The openings for the Church have been made possible by both the judicial and executive branches of government.

In recent years, the U.S. Supreme Court has moved toward a stance of neutrality toward religion, which led to its decision in June of last year to allow school vouchers. Meanwhile, the Bush administration has followed this doctrine in its pursuit of a partnership between federal agencies and faith-based charities.

Traditionally, there has been a de facto distinction between Catholic schools and Catholic social services. Often the school aid has been deemed unconstitutional, but aid to charities and hospitals has passed Constitutional muster. These are the hot and cold wires of government support for church activities.

The diverging attitudes toward Catholic schools and charities can be illustrated with two snapshots from the 19th century.

First picture: Philadelphia, 1843. The Philadelphia School Council has decided to allow Catholic students in public schools to read the Douay-Rheims version of the Bible, instead of the King James Version. This decision touches off a series of riots in which 13 people are killed; five churches and two convents are burned.

As the violence spreads towards New York, New York's combative bishop, John Hughes, affectionately nicknamed "Dagger," makes a reference to the scene that greeted Napoleon in his Russian campaign when the Russians burned Moscow. He says that if any Catholics are harmed, "New York will become a second Moscow."

Picture number two: Washington, D.C., 1898. The District of Columbia, with money from the federal government, decides to build a new wing of Providence Hospital, which is owned solely by the Sisters of Charity, to treat infectious diseases. The project is 100-percent funded by the federal government.

This arrangement is challenged as a violation of U.S. Constitution, particularly its no-establishment-of-religion clause. The Supreme Court gets the case, and upholds the aid without getting into the Constitutional issues. No political controversy results from the ruling.

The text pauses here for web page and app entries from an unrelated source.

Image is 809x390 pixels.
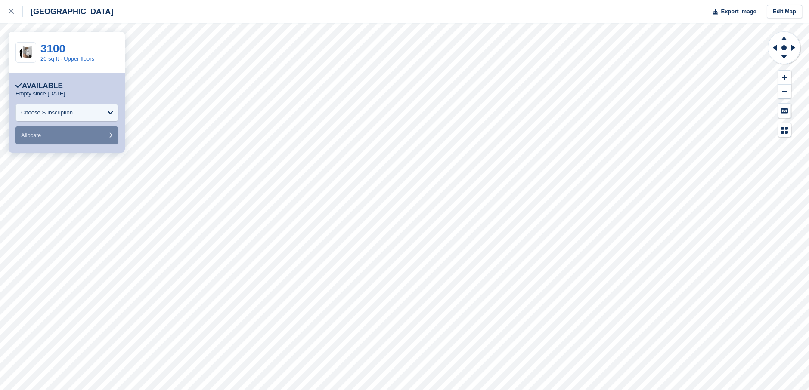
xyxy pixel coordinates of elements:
[778,71,791,85] button: Zoom In
[16,45,36,60] img: 20-sqft-unit.jpg
[778,85,791,99] button: Zoom Out
[15,82,63,90] div: Available
[15,127,118,144] button: Allocate
[21,132,41,139] span: Allocate
[40,42,65,55] a: 3100
[15,90,65,97] p: Empty since [DATE]
[40,56,94,62] a: 20 sq ft - Upper floors
[23,6,113,17] div: [GEOGRAPHIC_DATA]
[767,5,802,19] a: Edit Map
[778,104,791,118] button: Keyboard Shortcuts
[707,5,756,19] button: Export Image
[721,7,756,16] span: Export Image
[21,108,73,117] div: Choose Subscription
[778,123,791,137] button: Map Legend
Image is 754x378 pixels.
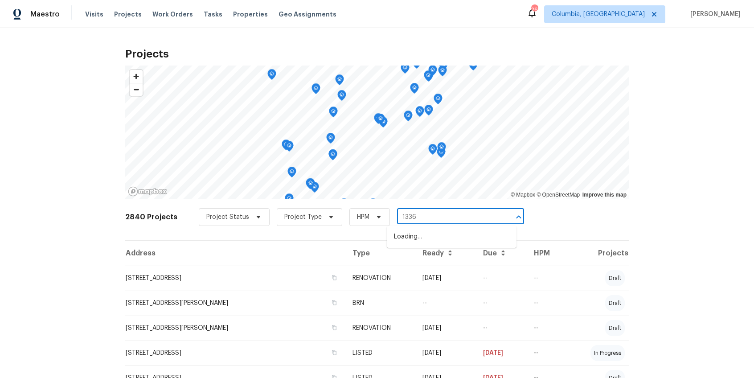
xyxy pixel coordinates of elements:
td: -- [476,291,527,316]
td: -- [416,291,476,316]
div: Map marker [329,149,338,163]
div: Map marker [306,178,315,192]
div: Map marker [425,105,433,119]
div: Map marker [285,194,294,207]
div: Map marker [326,133,335,147]
div: Map marker [438,66,447,79]
button: Copy Address [330,324,338,332]
div: Map marker [329,107,338,120]
button: Zoom out [130,83,143,96]
span: HPM [357,213,370,222]
td: BRN [346,291,416,316]
td: -- [527,316,568,341]
td: -- [476,266,527,291]
button: Close [513,211,525,223]
td: [STREET_ADDRESS][PERSON_NAME] [125,291,346,316]
span: Properties [233,10,268,19]
div: Map marker [374,113,383,127]
div: draft [606,320,625,336]
a: Mapbox homepage [128,186,167,197]
td: [DATE] [416,266,476,291]
div: Map marker [282,140,291,153]
div: Map marker [424,70,433,84]
button: Zoom in [130,70,143,83]
div: draft [606,270,625,286]
th: Type [346,241,416,266]
th: Ready [416,241,476,266]
a: Mapbox [511,192,536,198]
div: Map marker [376,114,385,128]
td: RENOVATION [346,316,416,341]
span: Columbia, [GEOGRAPHIC_DATA] [552,10,645,19]
td: -- [476,316,527,341]
div: Map marker [429,144,437,158]
td: [DATE] [476,341,527,366]
div: Map marker [410,83,419,97]
button: Copy Address [330,349,338,357]
td: [STREET_ADDRESS][PERSON_NAME] [125,316,346,341]
div: Map marker [288,167,297,181]
td: [DATE] [416,316,476,341]
div: Map marker [434,94,443,107]
td: [DATE] [416,341,476,366]
span: Geo Assignments [279,10,337,19]
button: Copy Address [330,299,338,307]
div: Map marker [268,69,276,83]
div: Map marker [340,198,349,212]
div: Map marker [401,63,410,77]
td: LISTED [346,341,416,366]
div: draft [606,295,625,311]
span: Visits [85,10,103,19]
div: Map marker [312,83,321,97]
td: [STREET_ADDRESS] [125,266,346,291]
th: Due [476,241,527,266]
td: -- [527,266,568,291]
a: OpenStreetMap [537,192,580,198]
span: Project Type [284,213,322,222]
div: Map marker [335,74,344,88]
div: Map marker [469,60,478,74]
th: HPM [527,241,568,266]
div: Map marker [285,141,294,155]
div: Map marker [338,90,346,104]
th: Address [125,241,346,266]
canvas: Map [125,66,629,199]
span: Work Orders [153,10,193,19]
span: Project Status [206,213,249,222]
div: Map marker [369,198,378,212]
th: Projects [567,241,629,266]
h2: 2840 Projects [125,213,177,222]
h2: Projects [125,49,629,58]
div: Map marker [416,106,425,120]
span: Maestro [30,10,60,19]
div: 26 [532,5,538,14]
td: [STREET_ADDRESS] [125,341,346,366]
div: in progress [591,345,625,361]
div: Map marker [429,65,437,79]
td: -- [527,291,568,316]
div: Map marker [404,111,413,124]
span: [PERSON_NAME] [687,10,741,19]
span: Projects [114,10,142,19]
div: Loading… [387,226,517,248]
td: RENOVATION [346,266,416,291]
a: Improve this map [583,192,627,198]
span: Tasks [204,11,223,17]
button: Copy Address [330,274,338,282]
td: -- [527,341,568,366]
div: Map marker [437,142,446,156]
input: Search projects [397,210,499,224]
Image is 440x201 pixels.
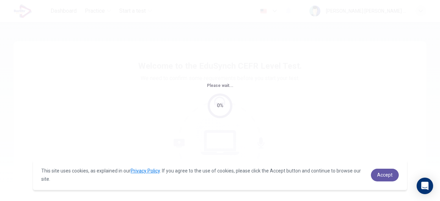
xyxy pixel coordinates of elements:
div: cookieconsent [33,160,407,190]
span: Accept [377,172,393,178]
a: dismiss cookie message [371,169,399,181]
span: This site uses cookies, as explained in our . If you agree to the use of cookies, please click th... [41,168,361,182]
span: Please wait... [207,83,233,88]
div: 0% [217,102,223,110]
a: Privacy Policy [131,168,160,174]
div: Open Intercom Messenger [417,178,433,194]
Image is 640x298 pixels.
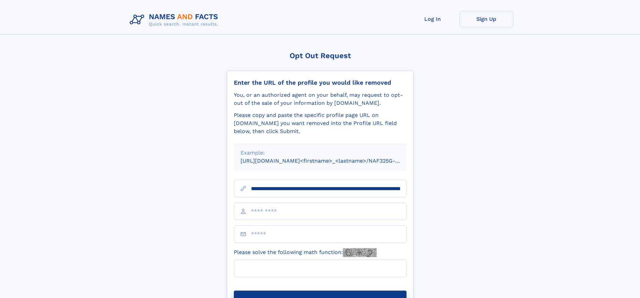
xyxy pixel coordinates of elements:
[127,11,224,29] img: Logo Names and Facts
[227,51,414,60] div: Opt Out Request
[241,149,400,157] div: Example:
[234,79,407,86] div: Enter the URL of the profile you would like removed
[241,158,420,164] small: [URL][DOMAIN_NAME]<firstname>_<lastname>/NAF325G-xxxxxxxx
[460,11,514,27] a: Sign Up
[406,11,460,27] a: Log In
[234,248,377,257] label: Please solve the following math function:
[234,91,407,107] div: You, or an authorized agent on your behalf, may request to opt-out of the sale of your informatio...
[234,111,407,135] div: Please copy and paste the specific profile page URL on [DOMAIN_NAME] you want removed into the Pr...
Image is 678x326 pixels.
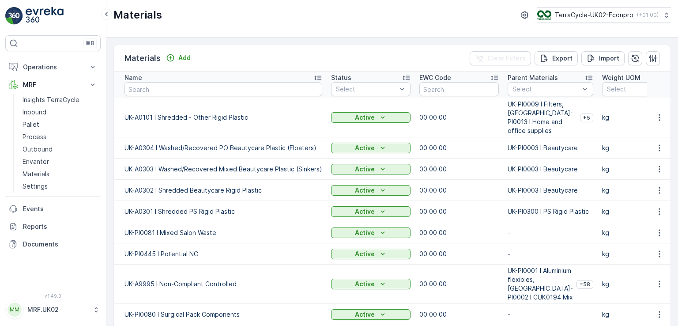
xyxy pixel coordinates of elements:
a: Pallet [19,118,101,131]
p: MRF [23,80,83,89]
a: Insights TerraCycle [19,94,101,106]
td: UK-PI0081 I Mixed Salon Waste [114,222,327,243]
p: ( +01:00 ) [637,11,658,19]
button: Active [331,164,410,174]
button: MRF [5,76,101,94]
a: Documents [5,235,101,253]
button: Export [534,51,578,65]
p: Pallet [23,120,39,129]
td: 00 00 00 [415,180,503,201]
img: logo [5,7,23,25]
p: Reports [23,222,97,231]
button: Active [331,143,410,153]
td: UK-PI0445 I Potential NC [114,243,327,264]
button: Active [331,309,410,320]
p: - [508,249,593,258]
p: Clear Filters [487,54,526,63]
td: UK-A0101 I Shredded - Other Rigid Plastic [114,98,327,137]
button: Active [331,248,410,259]
p: Active [355,249,375,258]
a: Envanter [19,155,101,168]
p: UK-PI0009 I Filters, [GEOGRAPHIC_DATA]-PI0013 I Home and office supplies [508,100,576,135]
p: Name [124,73,142,82]
p: Active [355,165,375,173]
td: UK-PI0080 I Surgical Pack Components [114,304,327,325]
p: Active [355,228,375,237]
td: 00 00 00 [415,98,503,137]
p: UK-PI0001 I Aluminium flexibles, [GEOGRAPHIC_DATA]-PI0002 I CUK0194 Mix [508,266,573,301]
p: Select [336,85,397,94]
p: Documents [23,240,97,248]
td: 00 00 00 [415,158,503,180]
p: Insights TerraCycle [23,95,79,104]
button: Import [581,51,624,65]
td: UK-A0303 I Washed/Recovered Mixed Beautycare Plastic (Sinkers) [114,158,327,180]
p: Select [512,85,579,94]
p: Active [355,207,375,216]
p: Active [355,279,375,288]
p: Add [178,53,191,62]
p: Materials [113,8,162,22]
td: UK-A9995 I Non-Compliant Controlled [114,264,327,304]
td: UK-A0304 I Washed/Recovered PO Beautycare Plastic (Floaters) [114,137,327,158]
a: Reports [5,218,101,235]
img: logo_light-DOdMpM7g.png [26,7,64,25]
p: UK-PI0003 I Beautycare [508,143,578,152]
button: Active [331,112,410,123]
a: Events [5,200,101,218]
a: Settings [19,180,101,192]
button: Add [162,53,194,63]
button: Operations [5,58,101,76]
p: Parent Materials [508,73,558,82]
p: Envanter [23,157,49,166]
td: 00 00 00 [415,243,503,264]
a: Materials [19,168,101,180]
button: Active [331,278,410,289]
button: MMMRF.UK02 [5,300,101,319]
div: MM [8,302,22,316]
p: UK-PI0300 I PS Rigid Plastic [508,207,589,216]
button: Active [331,227,410,238]
p: Active [355,186,375,195]
button: Active [331,185,410,196]
a: Process [19,131,101,143]
input: Search [419,82,499,96]
td: 00 00 00 [415,137,503,158]
p: MRF.UK02 [27,305,88,314]
p: Select [607,85,668,94]
button: TerraCycle-UK02-Econpro(+01:00) [537,7,671,23]
td: 00 00 00 [415,304,503,325]
td: 00 00 00 [415,264,503,304]
p: Materials [124,52,161,64]
p: Status [331,73,351,82]
p: - [508,228,593,237]
p: Events [23,204,97,213]
p: Operations [23,63,83,71]
p: Active [355,113,375,122]
p: Process [23,132,46,141]
span: +58 [579,281,590,288]
p: Active [355,310,375,319]
p: Active [355,143,375,152]
a: Outbound [19,143,101,155]
p: Materials [23,169,49,178]
span: v 1.49.0 [5,293,101,298]
td: 00 00 00 [415,201,503,222]
td: UK-A0302 I Shredded Beautycare Rigid Plastic [114,180,327,201]
p: UK-PI0003 I Beautycare [508,186,578,195]
td: 00 00 00 [415,222,503,243]
span: +5 [583,114,590,121]
p: Export [552,54,572,63]
td: UK-A0301 I Shredded PS Rigid Plastic [114,201,327,222]
p: Weight UOM [602,73,640,82]
input: Search [124,82,322,96]
p: UK-PI0003 I Beautycare [508,165,578,173]
p: Settings [23,182,48,191]
p: TerraCycle-UK02-Econpro [555,11,633,19]
button: Active [331,206,410,217]
p: Import [599,54,619,63]
button: Clear Filters [470,51,531,65]
p: - [508,310,593,319]
a: Inbound [19,106,101,118]
p: EWC Code [419,73,451,82]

For the rest of the 19th and 20th centuries, this pattern continues. On the one hand, any political or judicial effort on behalf of Catholic elementary and secondary schools is fought with tremendous controversy. On the other hand, kind of quietly, the Catholic Church is getting vast amounts of federal money to run various social programs.

Now, however, with the administration's faith-based initiative and the high court's pro-voucher ruling, these hot and cold wires of Catholic aid are getting crossed. Doctrinally, the faith-based initiative is following the Supreme Court's jurisprudence of the last ten years in which neutrality has replaced the doctrine of strict separation between church and state.

The result is that Catholics are in a more favored position to partner with the state than at any time in the last 150 years. And so, it is nothing less than tragic that at this time, the sex-abuse scandal should arise. Especially when we had a chance to get it right, back in the 1980s.

Take school vouchers, for example. In light of the Court's ruling in Zelman v. Simmons-Harris, legislatures around the country are free to devise their own programs of vouchers. How many of them will take the political heat of giving state money to Catholic schools and sending children into what some people might think would be harm's way?

If we are not careful to put our house in order now, we may lose this chance for collaboration on behalf of the greater good. We may also be faced with the specter of greater government regulation of the church than we would ever want.

Remember, the battle for independence from the state has a very long history in our church, going back all the way to the Roman emperor Constantine. Already there are bills in a number of state legislatures to remove the priest-penitent privilege in child abuse reporting statutes.

However, if we can get our act together, Catholicism in America can bring much-needed resources to the renewal of a sick society.

 

John Farina, a theologian and attorney who has practiced church-state law, is a fellow of the Woodstock Theological Center at Georgetown University in Washington, D.C. He directs the Center's project on Catholicism and Civic Renewal.